I can tell my son about my grandfather's reaction to silent films. I was watching them in the mid-1970s, and would discuss them with my Grandpa Gene, who was born in 1900. He would immediately be drawn into his memories, precise in their fresh detail, of favourite films and, as interestingly, favourite actresses. As we talked he would drift into the present tense--we were talking about movies that were real, in the moment, for both of us.

As it happens, I remember I've Got A Secret, and by 1956 we had a TV so my mother might well have been watching that very episode. The funniest bit is when the host, Gary Moore, assumes the Lincoln assassination had nothing to do with the Civil War. But what was most interesting for me was watching how entertaining Bill Cullen and Jayne Meadows were on the panel. American TV in the Fifties still bore many of the trademarks of radio, and was New York centric, and there were 'personalities ' on it whose position was very much like some of the ubiquitous BBC people who fill panels and guest on radio and TV. Cullen and Meadows are funny, but they're also smart, and not afraid to be so. The other panelists were Henry Morgan and Faye Emerson, neither of whom I ever warmed to. The Meadows sisters (Audrey was Jackie Gleason's wife on The Honeymooners) reminded me of my Aunt Jean, too. The show ran for 21 years, with Steve Allen, another of those smart and funny people, taking over for Moore. Cullen would host its brief revival in the mid-Seventies.

Doing a little research, I was surprised to see I've Got A Secret was co-'created' by Allan Sherman, who would go onto fame as 'My Son The Folksinger', with the hit 'Hello Muddah, Hello Faddah'. I put 'created' in quotation marks because the show was such an obvious copy of What's My Line; both came from the Godson-Todman stable of shows. As the Atlantic piece notes, it's funny to see the cigarette sponsor front and center at Moore's desk; it's almost as funny to note $80 was the grand prize, or to see the crewcuts and bowties which indicated a certain level of acceptable (not as suspect as 'longhaired' --ie, not crewcut)--intellectual. Their spiritual descendants are the George Wills or Tucker Carlsons (no relation) who wear bow ties to signal they are playing intellectuals on TV.

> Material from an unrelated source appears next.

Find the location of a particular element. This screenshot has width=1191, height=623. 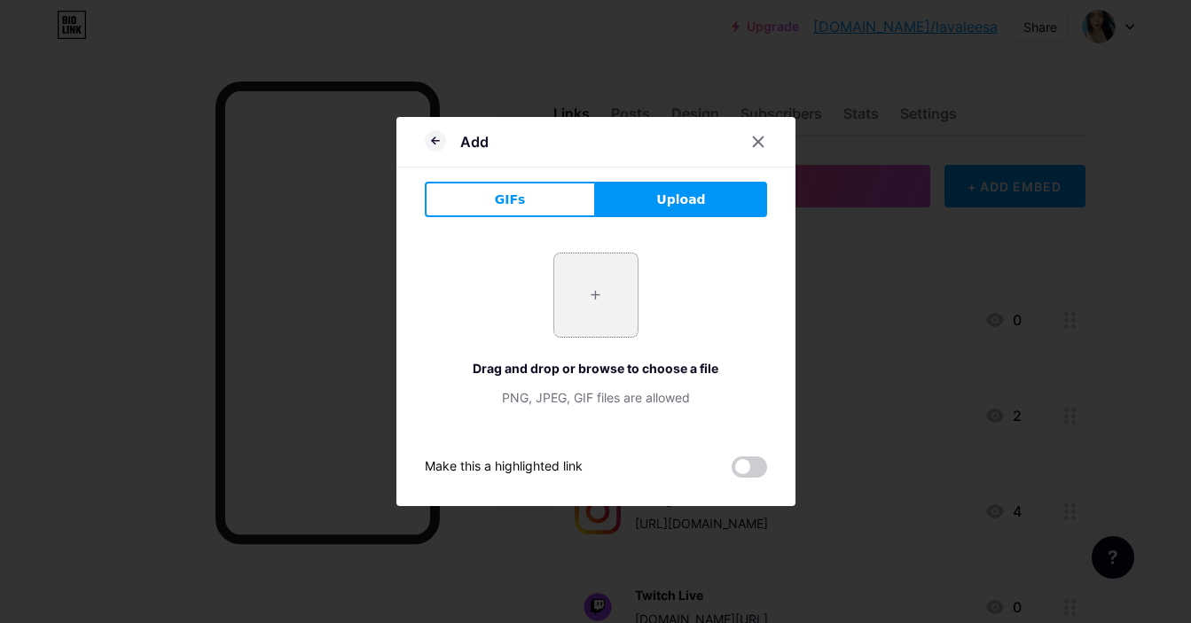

The passage of 56 years hasn't dimmed my memory of flickering black and white TV. In fact, the images in my mind may be sharper and more stable than they were on our old Philco, just as my grandfather's memories of silent film actress could still bring a warm smile to his face. And remembering that brings a warmer smile to mine. Just as those memories live on in us, we live on in the memory of others.